First Lady of Virginia Pam Northam handed cotton to African-American children while on a tour through the governor’s mansion. She reportedly did this while showing the students a nearby cottage that was once a kitchen. She then asked the students to imagine picking the crop as if they were enslaved Africans.

“I regret that I have upset anyone,” Northam said. “I am still committed to chronicling the important history of the Historic Kitchen, and will continue to engage historians and experts on the best way to do so in the future.”

Her apology came as a result of state employee Leah Dozier Walker, whose eighth grade daughter and another child filed a complaint with Gov. Ralph Northam‘s office.

Walker wrote a letter admonishing Northam for her actions and the Governor’s office attitude towards African-Americans.

50 CELEBRITIES WHO DIED IN 2018 – TRIBUTE SLIDESHOW

“The Governor and Mrs. Northam have asked the residents of the Commonwealth to forgive them for their racially insensitive past actions,” Walker wrote. “But the actions of Mrs. Northam, just last week, do not lead me to believe that this Governor’s office has taken seriously the harm and hurt they have caused African Americans in Virginia or that they are deserving of our forgiveness.”

Ralph Northam earlier this month denied that he appeared in a yearbook photo in blackface next to another man wearing a Ku Klux Klan robe. Northam has resisted call for his resignation, saying he’s looking to heal the state.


■ Problem description: Print again, word for word, all of the records below, and leave the pictures out.

(Records contained in a dataset)
★ ★ ★ ★ ★ ★ ★
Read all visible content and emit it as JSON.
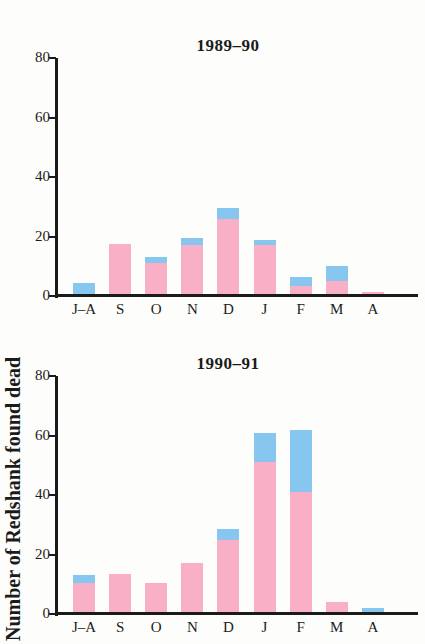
{
  "figure": {
    "ylabel": "Number of Redshank found dead",
    "background": "#fdfdfc",
    "axis_color": "#1b1b1b",
    "text_color": "#1b1b1b"
  },
  "chart_data": [
    {
      "type": "bar",
      "stacked": true,
      "title": "1989–90",
      "categories": [
        "J–A",
        "S",
        "O",
        "N",
        "D",
        "J",
        "F",
        "M",
        "A"
      ],
      "series": [
        {
          "name": "pink",
          "color": "#F9B0C6",
          "values": [
            0,
            17.5,
            11,
            17,
            26,
            17,
            3.5,
            5,
            1.5
          ]
        },
        {
          "name": "blue",
          "color": "#87C7EF",
          "values": [
            4.5,
            0,
            2,
            2.5,
            3.5,
            2,
            3,
            5,
            0
          ]
        }
      ],
      "totals": [
        4.5,
        17.5,
        13,
        19.5,
        29.5,
        19,
        6.5,
        10,
        1.5
      ],
      "xlabel": "",
      "ylabel": "",
      "ylim": [
        0,
        80
      ],
      "yticks": [
        80,
        60,
        40,
        20,
        0
      ],
      "grid": false,
      "legend": false
    },
    {
      "type": "bar",
      "stacked": true,
      "title": "1990–91",
      "categories": [
        "J–A",
        "S",
        "O",
        "N",
        "D",
        "J",
        "F",
        "M",
        "A"
      ],
      "series": [
        {
          "name": "pink",
          "color": "#F9B0C6",
          "values": [
            10.5,
            13.5,
            10.5,
            17,
            25,
            51,
            41,
            4,
            0
          ]
        },
        {
          "name": "blue",
          "color": "#87C7EF",
          "values": [
            2.5,
            0,
            0,
            0,
            3.5,
            10,
            21,
            0,
            2
          ]
        }
      ],
      "totals": [
        13,
        13.5,
        10.5,
        17,
        28.5,
        61,
        62,
        4,
        2
      ],
      "xlabel": "",
      "ylabel": "",
      "ylim": [
        0,
        80
      ],
      "yticks": [
        80,
        60,
        40,
        20,
        0
      ],
      "grid": false,
      "legend": false
    }
  ]
}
★ ★ ★ ★ ★ ★ ★
■ Solution to the exercise:
Read all visible content and emit it as JSON.
{
  "figure": {
    "ylabel": "Number of Redshank found dead",
    "background": "#fdfdfc",
    "axis_color": "#1b1b1b",
    "text_color": "#1b1b1b"
  },
  "chart_data": [
    {
      "type": "bar",
      "stacked": true,
      "title": "1989–90",
      "categories": [
        "J–A",
        "S",
        "O",
        "N",
        "D",
        "J",
        "F",
        "M",
        "A"
      ],
      "series": [
        {
          "name": "pink",
          "color": "#F9B0C6",
          "values": [
            0,
            17.5,
            11,
            17,
            26,
            17,
            3.5,
            5,
            1.5
          ]
        },
        {
          "name": "blue",
          "color": "#87C7EF",
          "values": [
            4.5,
            0,
            2,
            2.5,
            3.5,
            2,
            3,
            5,
            0
          ]
        }
      ],
      "totals": [
        4.5,
        17.5,
        13,
        19.5,
        29.5,
        19,
        6.5,
        10,
        1.5
      ],
      "xlabel": "",
      "ylabel": "",
      "ylim": [
        0,
        80
      ],
      "yticks": [
        80,
        60,
        40,
        20,
        0
      ],
      "grid": false,
      "legend": false
    },
    {
      "type": "bar",
      "stacked": true,
      "title": "1990–91",
      "categories": [
        "J–A",
        "S",
        "O",
        "N",
        "D",
        "J",
        "F",
        "M",
        "A"
      ],
      "series": [
        {
          "name": "pink",
          "color": "#F9B0C6",
          "values": [
            10.5,
            13.5,
            10.5,
            17,
            25,
            51,
            41,
            4,
            0
          ]
        },
        {
          "name": "blue",
          "color": "#87C7EF",
          "values": [
            2.5,
            0,
            0,
            0,
            3.5,
            10,
            21,
            0,
            2
          ]
        }
      ],
      "totals": [
        13,
        13.5,
        10.5,
        17,
        28.5,
        61,
        62,
        4,
        2
      ],
      "xlabel": "",
      "ylabel": "",
      "ylim": [
        0,
        80
      ],
      "yticks": [
        80,
        60,
        40,
        20,
        0
      ],
      "grid": false,
      "legend": false
    }
  ]
}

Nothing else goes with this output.